Slidgetastic news, my friends: more gateways, more contributors in the XMPP gatewaying world!
SlidgeQQ
Thanks to William Goodspeed, slidgeqq now exists. If you need to chat with residents of the Tencent QQ walled garden, you can try right away with the containers for amd64 and arm64 available on the codeberg container registry.
To connect to the Tencent QQ network, you will need to run a LLOnebot (or another compatible QQ client) to expose a OneBot11 WebSocket API endpoint for slidgeqq. As this is the very first release, initializing large friend lists and group rosters may take some time. You may also want to clean up media storage regularly, as it can grow quickly—especially if you are part of large groups. Once that’s done, however, it runs fast and provides a surprisingly complete experience.

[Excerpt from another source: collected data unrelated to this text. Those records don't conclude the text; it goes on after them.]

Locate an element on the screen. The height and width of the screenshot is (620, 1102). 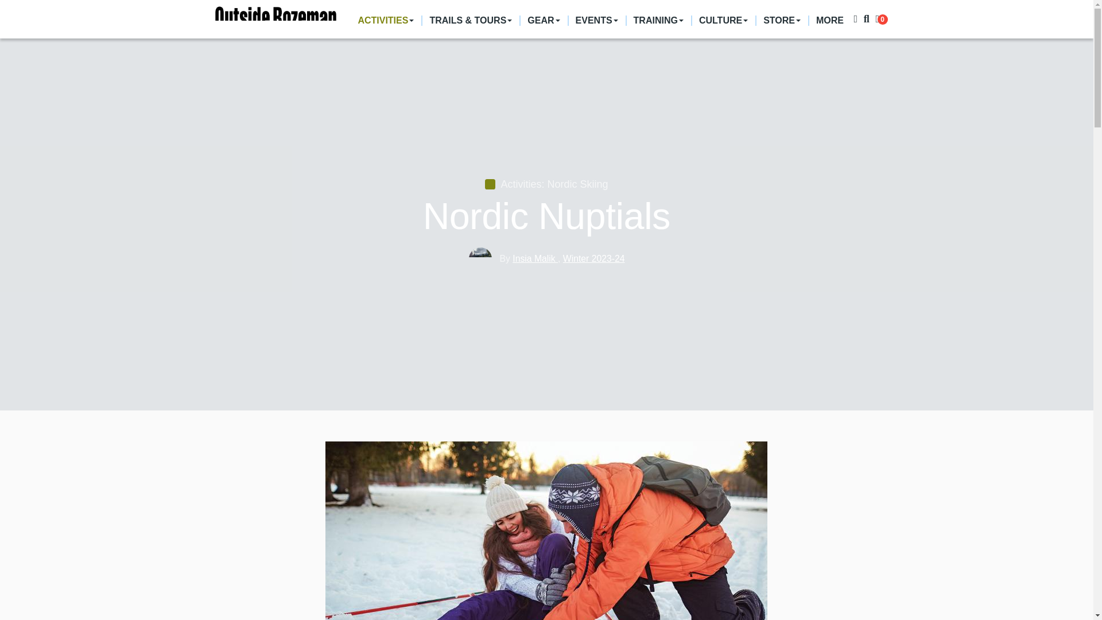
EVENTS is located at coordinates (596, 21).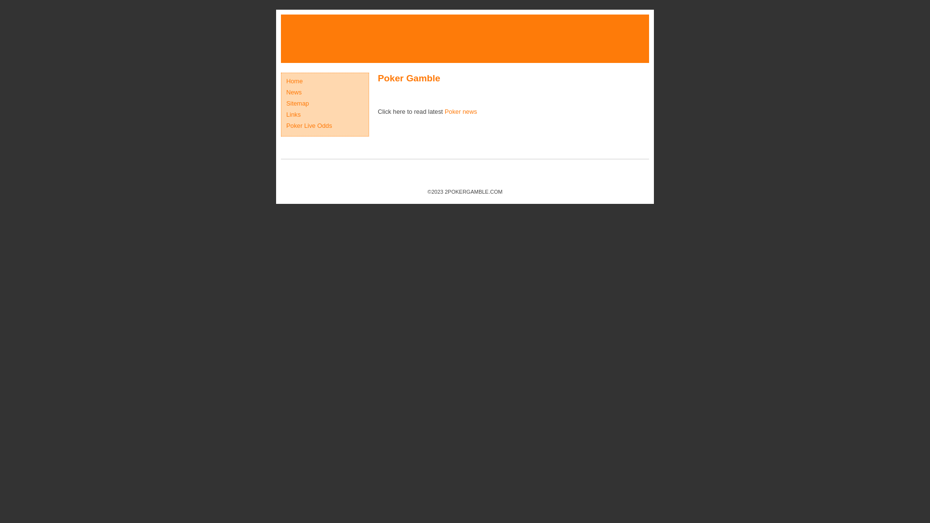 Image resolution: width=930 pixels, height=523 pixels. Describe the element at coordinates (309, 126) in the screenshot. I see `Poker Live Odds` at that location.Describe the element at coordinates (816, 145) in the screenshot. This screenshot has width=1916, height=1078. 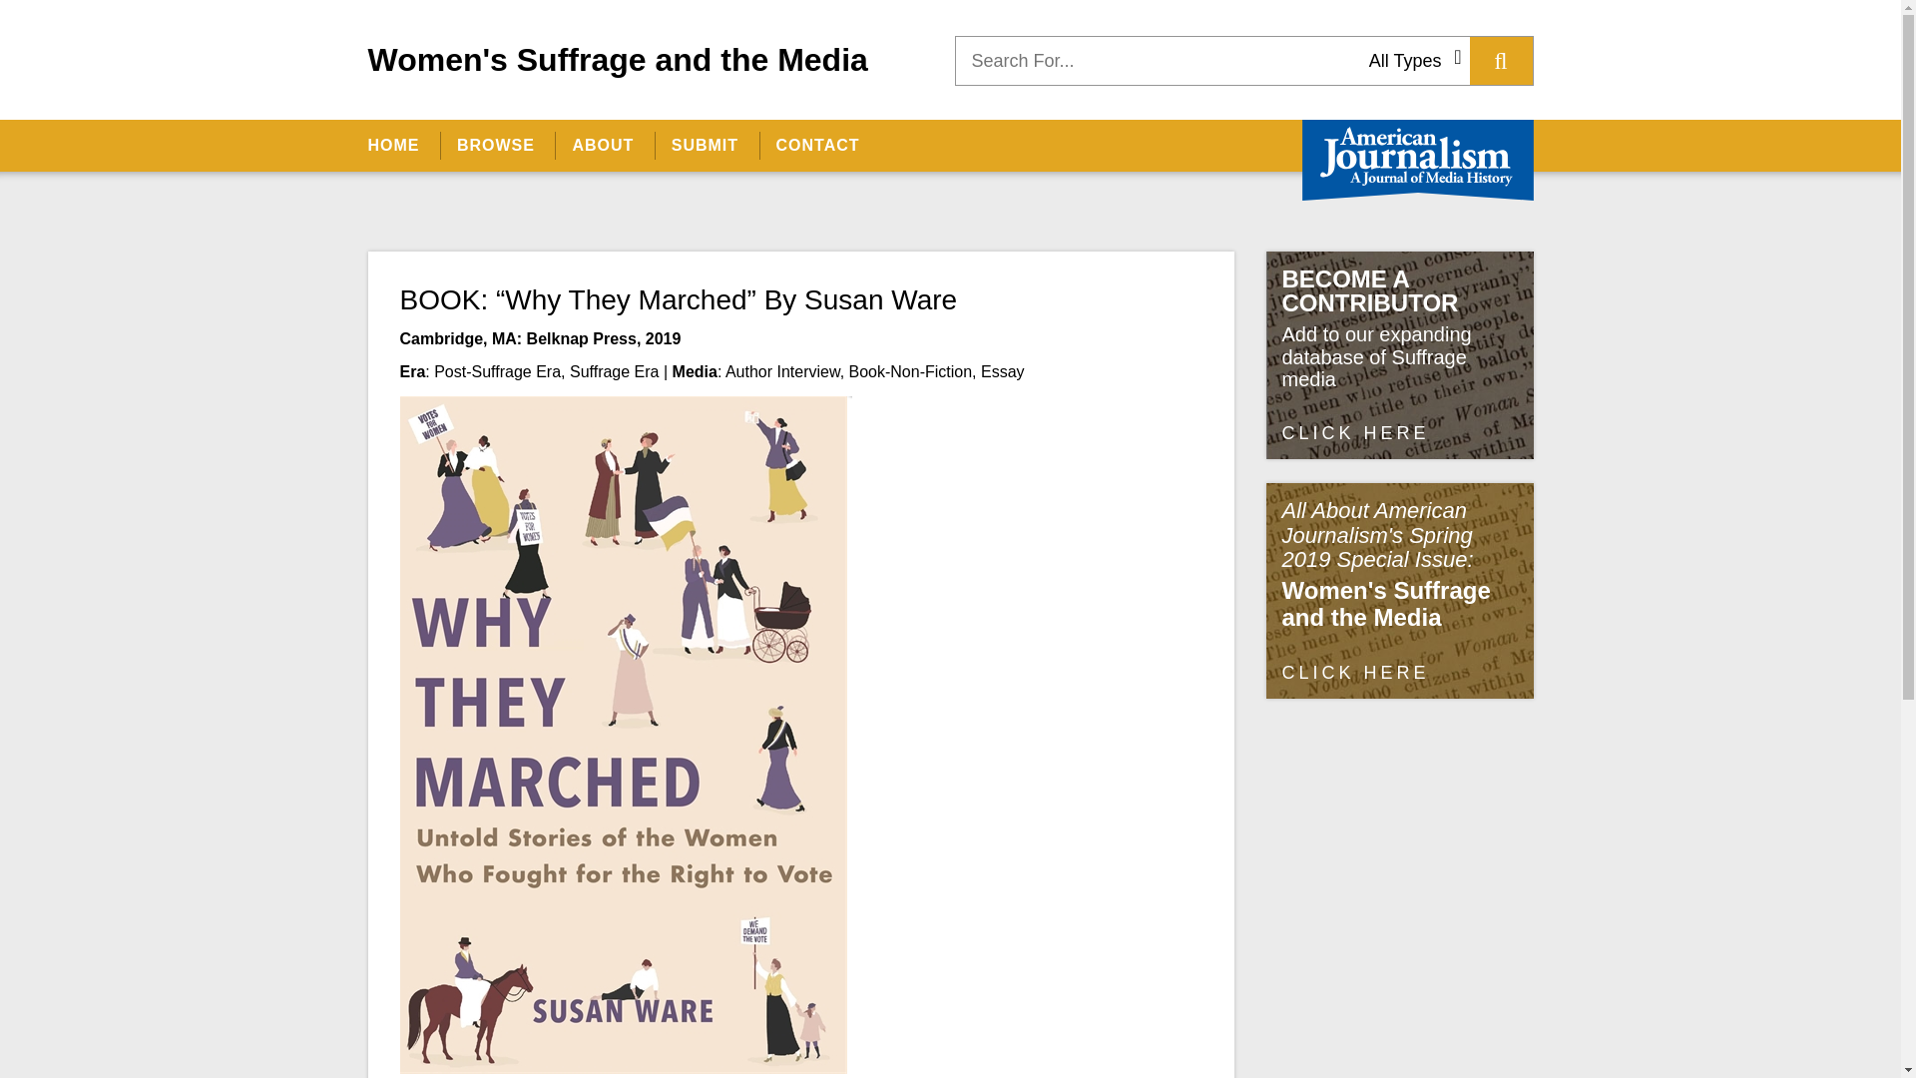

Currently supported features include: direct messaging and group chats; bidirectional message retraction; sending and receiving replies, images, videos, and voice messages; and more.
Matridge got a whole lotta love
Thanks to the relentless efforts of WhyNotHugo, matridge received both user experience and code quality upgrades. With dedicated commands, it is now possible, directly from your XMPP client, to accept an invitation to a Matrix room, join a room by its Matrix ID, change your Matrix password, or remove devices from your Matrix account.
Soon(ish), slidge commands will not only be exposed only on the gateway component JID, but also on the JIDs of the room and contact puppets. We should find some good use for this in Matridge, hopefully getting it closer to a fully-enough featured Matrix client.
Spaces? 🧑🚀
Server-side spaces (now supported by Movim 😱) should be part of the slidge 0.4.x series. A work-in-progress pull request details the roadmap for this feature to land in slidge core. This will no doubt benefit Slidcord to expose a better UI for discord servers. Slidge-whatsapp will also use it to map WhatsApp communities, and matteridge for Mattermost teams.
Slidge needs YOU to grow the family further
We have more and more people hanging out in the chat rooms; this is great: slidge was always meant to be a community-owned thingy. We welcome contributions of any kind, be it by helping out other users in the support room, opening tickets to report bugs and suggest improvements, making this blog better, or anything you feel like doing, really. Join our community of bridgers, the more, the merrier!